The 0 card, “The Being”, or "the Fool" in traditional Tarot, is the card representing the moment before corporeal birth into the earth realm, the first breath, when the soul is made ready to manifest into a body, or when the being incarnates. The Major Arcana cards then follow the being’s cycles of incarnation.
The final card of the Major Arcana "02" is “Expansion”, formerly known as "the World" in traditional Tarot, when the being joins with his/her other incarnations once more in wholeness and prepares to begin his/her cyclical journey once again. Both the first and the final cards of the Major Arcana represent the state of being whole in one's essence and at home with one's self. The difference is that "The Being" is just starting out on his/her journey around the wheel of life, while "Expansion" represents a completion of one cycle around the wheel.
When one is in a period of transition or turmoil in his or her life, the Major Arcana may be separated from the Minor Arcana and utilised to give understanding of the important connotations of your life at the time.
Anything we utilize outside ourselves is a tool, from pencil to automobile. A tool is a very useful item and therefore deserves the same respect we pay to anything that helps us.
We take great care of our cars; washing, polishing, lubricating and maintaining it so that it will run properly. The car is the tool to get us from point A to point B. These cards are ONLY a tool to help one to find his or her own truth, and this truth is only found within each individual.
The cards are a means (like a car) for helping you to travel to your desired destination. Realise though that sometimes when one travels without a map or intended destination, one can get lost.
Maintaining the cards
Most books on Tarot will have various suggestions for keeping and handling your cards. Some will direct you to wrap them in silk or to put them in a special bag or box, or to stop others from touching the cards. The cards ought to be honoured in the same way as any other tool you might use, as in the way in which you care for your car.
Some painters takes great care with his or her brushes, and practices revering his or her art with each cleaning of the brushes. The brushes are not the art, they are simply the tool for making the art.

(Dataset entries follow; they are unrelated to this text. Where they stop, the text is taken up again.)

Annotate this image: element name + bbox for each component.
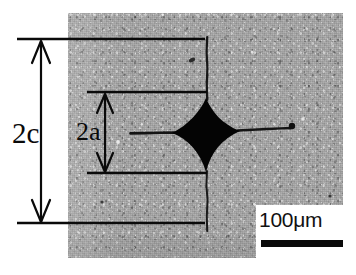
scale-bar-label: 100μm [259,208,322,232]
dimension-2a-label: 2a [76,118,101,146]
radial-crack-up-icon [207,37,208,100]
dark-inclusion-lower-icon [100,200,103,203]
dark-inclusion-upper-icon [188,57,196,64]
figure-root: 2c 2a 100μm [0,0,356,275]
dark-inclusion-far-right-icon [328,194,331,197]
dark-inclusion-right-icon [289,123,295,129]
light-fleck-upper-icon [251,51,254,54]
light-fleck-left-icon [116,140,120,144]
radial-crack-down-icon [206,171,207,231]
light-fleck-right-icon [301,117,305,121]
scale-bar-rule [261,240,343,247]
radial-crack-right-icon [238,128,291,131]
vickers-indent-diamond-shape [172,98,240,172]
radial-crack-left-icon [131,133,175,134]
dimension-2c-label: 2c [12,118,39,148]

The Expansion Deck was designed for both personal use and as a tool for consultation. If you chose to “read”* for others, you must trust your intuition try eliminate ego-needs when reading for others.

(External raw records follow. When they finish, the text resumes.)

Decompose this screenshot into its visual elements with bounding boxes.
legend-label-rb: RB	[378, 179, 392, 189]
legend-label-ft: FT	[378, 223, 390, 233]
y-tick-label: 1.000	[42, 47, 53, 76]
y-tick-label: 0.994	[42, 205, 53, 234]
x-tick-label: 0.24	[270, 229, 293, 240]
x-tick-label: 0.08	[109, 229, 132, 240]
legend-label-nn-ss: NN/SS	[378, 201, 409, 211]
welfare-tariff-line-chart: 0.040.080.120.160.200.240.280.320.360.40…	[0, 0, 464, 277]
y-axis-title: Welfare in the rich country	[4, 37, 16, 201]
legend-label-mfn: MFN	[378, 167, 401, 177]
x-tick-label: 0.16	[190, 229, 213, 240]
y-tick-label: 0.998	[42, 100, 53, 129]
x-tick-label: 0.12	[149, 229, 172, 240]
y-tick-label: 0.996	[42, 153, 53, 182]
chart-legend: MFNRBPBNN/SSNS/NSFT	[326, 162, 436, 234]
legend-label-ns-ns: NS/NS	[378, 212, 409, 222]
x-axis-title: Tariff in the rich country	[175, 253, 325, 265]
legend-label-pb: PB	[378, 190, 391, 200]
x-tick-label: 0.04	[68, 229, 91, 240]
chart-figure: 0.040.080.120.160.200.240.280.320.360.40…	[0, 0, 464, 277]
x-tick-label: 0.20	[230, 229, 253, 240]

Securing a blank book or journal or a file on your computer, kept just for the purpose of writing down a personal understanding of the card can also be quite helpful. When I was a student of tarot, I meditated upon one card per evening, then wrote down impressions the next morning.

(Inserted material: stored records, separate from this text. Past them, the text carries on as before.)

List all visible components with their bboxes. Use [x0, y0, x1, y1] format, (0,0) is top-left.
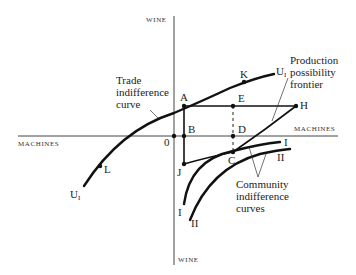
origin-label: 0 — [164, 136, 170, 148]
production-frontier-annotation: Production possibility frontier — [290, 54, 341, 90]
point-B — [182, 134, 186, 138]
point-D — [231, 134, 235, 138]
curve-II-right-label: II — [277, 151, 285, 163]
trade-annotation-leader — [150, 110, 158, 118]
machines-axis-right-label: MACHINES — [294, 125, 335, 133]
trade-curve-upper-label: UI — [276, 65, 287, 79]
community-indifference-annotation: Community indifference curves — [236, 178, 292, 214]
label-L: L — [104, 163, 111, 175]
trade-indifference-annotation: Trade indifference curve — [116, 74, 172, 110]
label-D: D — [238, 123, 246, 135]
curve-I-right-label: I — [284, 136, 288, 148]
point-A — [182, 104, 186, 108]
label-E: E — [238, 92, 245, 104]
community-annotation-leader — [249, 147, 266, 177]
point-L — [98, 164, 102, 168]
machines-axis-left-label: MACHINES — [18, 140, 59, 148]
label-J: J — [177, 166, 182, 178]
point-K — [242, 80, 246, 84]
label-K: K — [240, 68, 248, 80]
point-E — [231, 104, 235, 108]
curve-I-left-label: I — [178, 206, 182, 218]
point-J — [182, 162, 186, 166]
curve-II-left-label: II — [191, 217, 199, 229]
trade-diagram: WINE WINE MACHINES MACHINES 0 UI UI I I … — [0, 0, 356, 275]
point-H — [294, 104, 298, 108]
label-C: C — [228, 154, 235, 166]
wine-axis-bottom-label: WINE — [178, 256, 199, 264]
label-B: B — [188, 123, 195, 135]
label-A: A — [180, 91, 188, 103]
wine-axis-top-label: WINE — [146, 16, 167, 24]
label-H: H — [300, 99, 308, 111]
origin-point — [172, 134, 176, 138]
trade-curve-lower-label: UI — [70, 188, 81, 202]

While each card will be dealt with in the text, each student will have his or her own personal encounter with the cards and will develop his or her own interpretation of each image. Your impression is very important as everyone relates to the iconic images differently based on your level of understanding and experiences.
There is no reversed meaning for any of the cards in the Expansion Deck. Should a card be chosen during a reading in the reverse, simply right it.
Sharing
Do, please, feel free to download any images or text you like. This is meant to be an open-access tarot project. Please leave any thoughts or ideas you have, I would like to hear from you. I believe that anyone can learn to work with the tarot and I hope what I post can be helpful to those who would like to learn it.
The Expansion tarot uses contemporary imagery and symbols so they resonate with people today. Too often, the traditional tarot images have less impact because they illustrate ideas in the way people were and not how they are now. When they were originally developed in 1993-1995, things like the internet and digital imagery were in their infancy. Now using new computer imagery programmes and social networking, the Expansion tarot now has the potential to reach people in ways that were never even considered when they were first created.
Certainly link and make suggestions to anyone you think would like to see these. Just please do not reprint as your own work.